May 10-14, 1993: University of Cambridge, Gray Lectures, “Poetry as Performance: Ancient
Greece and Beyond,” a series of three lectures; 1: “Aristarchus’ Quest for the Real
Homer and the Poetics of Mouvance in the Art of a Troubadour; 2: “Mimesis and the
Making of Identity Through Poetic Performance”; 3: “Dead Poets and The Seal of
Theognis.”
May 15-17, 1993: University of Lille, 4
th
Annual CORHALI Conference, “Genre and Occasion in
Sappho and Alcaeus.”
April 17, 1993: University of Pennsylvania, Conference on “Recovering Horace for the
Curriculum,” “Genre and Occasion in Horace.”
March 12, 1993: CCNY/CUNY Confeence on Social Justice, “The Poetics of Dikê.
January 15, 1993: University of Calgary, “The Making of Homeric Poetry and the Peisistratean
Recension.”
January 14, 1993: University of Victoria, “Linear B and the Shield of Achilles.”

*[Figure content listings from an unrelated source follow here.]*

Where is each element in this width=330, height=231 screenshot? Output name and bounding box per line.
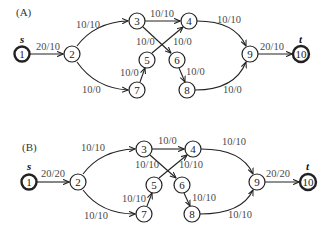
svg-text:9: 9	[254, 176, 260, 188]
node-7: 7	[129, 82, 145, 98]
edge-7-5	[140, 68, 145, 82]
node-6: 6	[169, 52, 185, 68]
node-10: 10	[293, 46, 309, 62]
node-3: 3	[136, 141, 152, 157]
edge-label-9-10: 20/10	[260, 41, 284, 52]
svg-text:1: 1	[19, 48, 25, 60]
node-4: 4	[181, 13, 197, 29]
edge-label-9-10: 20/20	[266, 168, 290, 179]
node-1: 1	[22, 175, 37, 190]
node-5: 5	[139, 52, 155, 68]
panel-a: (A) 20/10 10/10 10/0 10/10 10/0 10/0 10/…	[15, 6, 310, 98]
edge-6-8	[179, 68, 185, 82]
svg-text:3: 3	[141, 143, 147, 155]
edge-6-8	[184, 193, 190, 206]
node-2: 2	[70, 174, 86, 190]
node-10: 10	[300, 174, 316, 190]
edge-label-1-2: 20/20	[41, 168, 65, 179]
edge-label-6-8: 10/10	[192, 192, 216, 203]
svg-text:2: 2	[75, 176, 81, 188]
node-8: 8	[184, 206, 200, 222]
edge-label-8-9: 10/10	[228, 209, 252, 220]
panel-label-b: (B)	[22, 141, 37, 154]
svg-text:4: 4	[186, 15, 192, 27]
source-label-b: s	[26, 160, 31, 172]
edge-label-2-3: 10/10	[81, 142, 105, 153]
edge-label-3-6: 10/0	[136, 36, 155, 47]
edge-label-4-9: 10/10	[217, 14, 241, 25]
node-5: 5	[146, 177, 162, 193]
node-6: 6	[174, 177, 190, 193]
node-7: 7	[136, 206, 152, 222]
svg-text:9: 9	[247, 48, 253, 60]
edge-label-3-6: 10/10	[135, 159, 159, 170]
edge-label-5-4: 10/10	[179, 159, 203, 170]
node-9: 9	[249, 174, 265, 190]
svg-text:7: 7	[134, 84, 140, 96]
node-4: 4	[185, 141, 201, 157]
edge-label-5-4: 10/0	[173, 36, 192, 47]
svg-text:1: 1	[26, 176, 32, 188]
svg-text:10: 10	[296, 48, 308, 60]
node-1: 1	[15, 47, 30, 62]
svg-text:5: 5	[144, 54, 150, 66]
edge-label-7-5: 10/0	[120, 67, 139, 78]
edge-label-2-7: 10/10	[84, 210, 108, 221]
edge-7-5	[147, 193, 152, 206]
edge-label-2-7: 10/0	[82, 84, 101, 95]
edge-label-3-4: 10/10	[150, 8, 174, 19]
svg-text:2: 2	[69, 48, 75, 60]
svg-text:4: 4	[190, 143, 196, 155]
svg-text:8: 8	[189, 208, 195, 220]
edge-label-2-3: 10/10	[76, 19, 100, 30]
node-3: 3	[129, 13, 145, 29]
svg-text:8: 8	[184, 84, 190, 96]
svg-text:10: 10	[303, 176, 315, 188]
panel-b: (B) 20/20 10/10 10/10 10/0 10/10 10/10 1…	[22, 135, 317, 222]
panel-label-a: (A)	[16, 6, 32, 19]
edge-label-7-5: 10/10	[122, 193, 146, 204]
node-8: 8	[179, 82, 195, 98]
flow-network-figure: (A) 20/10 10/10 10/0 10/10 10/0 10/0 10/…	[0, 0, 330, 231]
edge-label-6-8: 10/0	[186, 66, 205, 77]
svg-text:3: 3	[134, 15, 140, 27]
source-label-a: s	[19, 33, 24, 45]
node-9: 9	[242, 46, 258, 62]
svg-text:7: 7	[141, 208, 147, 220]
edge-label-4-9: 10/10	[222, 136, 246, 147]
node-2: 2	[64, 46, 80, 62]
edge-label-8-9: 10/0	[223, 84, 242, 95]
edge-label-3-4: 10/0	[158, 135, 177, 146]
edge-4-9	[201, 149, 253, 174]
edge-label-1-2: 20/10	[36, 41, 60, 52]
svg-text:6: 6	[174, 54, 180, 66]
svg-text:5: 5	[151, 179, 157, 191]
sink-label-b: t	[306, 160, 310, 172]
svg-text:6: 6	[179, 179, 185, 191]
sink-label-a: t	[299, 33, 303, 45]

January 13, 1993: University of British Columbia, Vancouver, “Linear B and its Usefulness for
Classicists.”
January 12, 1993: University of Saskatchewan, “Metaphorical Perspectives on the Heavens and
the Atmosphere.”
January 11, 1993: University of Alberta, Edmonton, “Evolutionary Models for the Making of
Homeric Poetry.”
October 27, 1992: MIT Forum, “Metaphors for Self-Reference in Oral Poetics: Examples from
Classical Persian and Greek,” with O. M. Davidson.
September 10, 1992: State University of New York, Buffalo, “Authority and Authorship in
Hesiod.”
October 1-3, 1992: Athens, Greece, International Congress of the Ecole des Hautes Etudes en
Sciences Sociales and the Revue dAnthropologie du Monde Grec Ancien, Plenary Address,
“Genre and Occasion.”
April 25-26, 1992: 3
rd
Annual CORHALI Conference, “Aristotle on Homer and Tragedy: Brief
Remarks on the Poetics.
April 8-10, 1992: University of Wisconsin, “Evolutionary Models for the Diffusion of Epic.”

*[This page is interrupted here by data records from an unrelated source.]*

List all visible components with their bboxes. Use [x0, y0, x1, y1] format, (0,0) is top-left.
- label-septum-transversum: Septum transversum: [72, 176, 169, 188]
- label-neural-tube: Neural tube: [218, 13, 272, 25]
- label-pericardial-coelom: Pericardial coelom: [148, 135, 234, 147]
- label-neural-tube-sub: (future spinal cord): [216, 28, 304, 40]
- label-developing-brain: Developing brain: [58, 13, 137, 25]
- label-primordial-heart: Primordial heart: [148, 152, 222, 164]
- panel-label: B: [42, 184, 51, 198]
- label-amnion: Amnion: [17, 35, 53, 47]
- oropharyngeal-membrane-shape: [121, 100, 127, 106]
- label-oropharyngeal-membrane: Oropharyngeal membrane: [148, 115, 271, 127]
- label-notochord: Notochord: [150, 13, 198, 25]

April 3, 1992: Harvard/Boston University Conference on the Greek Chorus, “Aspects of
Performance in Archaic Greek Choral Lyric.”
February 29, 1992: Harvard Alumni in Chicago, “Greek Heroic Ideals: Imitation and Re-
enactment.”
45
January 15-18, 1992: Bad Homburg, Germany, International Conference on Greek Tragedy,
“Lyric Genres in Tragedy.”
December 29, 1991: American Philological Association, Chicago, Presidential Address, “Homeric
Questions.”
December 12-13, 1991: University of California, Irvine, “The Poetics of Memory in Ancient
Greece.”
November 7, 1991: Harvard, Scientific Club, “Concepts of Truth in Ancient Greek Civilization.”
October 25, 1991: St. John’s College, Annapolis, “Myth and Exemplum in Homer.”
October 16, 1991. M.I.T., Workshop on Humanisitc Perspectives on Atmospheric Change,
“Ancient Views of Nature and Culture.”
June 19, 1986: Albert-Ludwigs-Universität, Freiburg , “Homerische Epik und Pindars
Preislieder: Mündlichkeit und Aktualitätsbezug,” also served as Gastprofessor for the
Sonderforschungsbereich on Oral Poetics.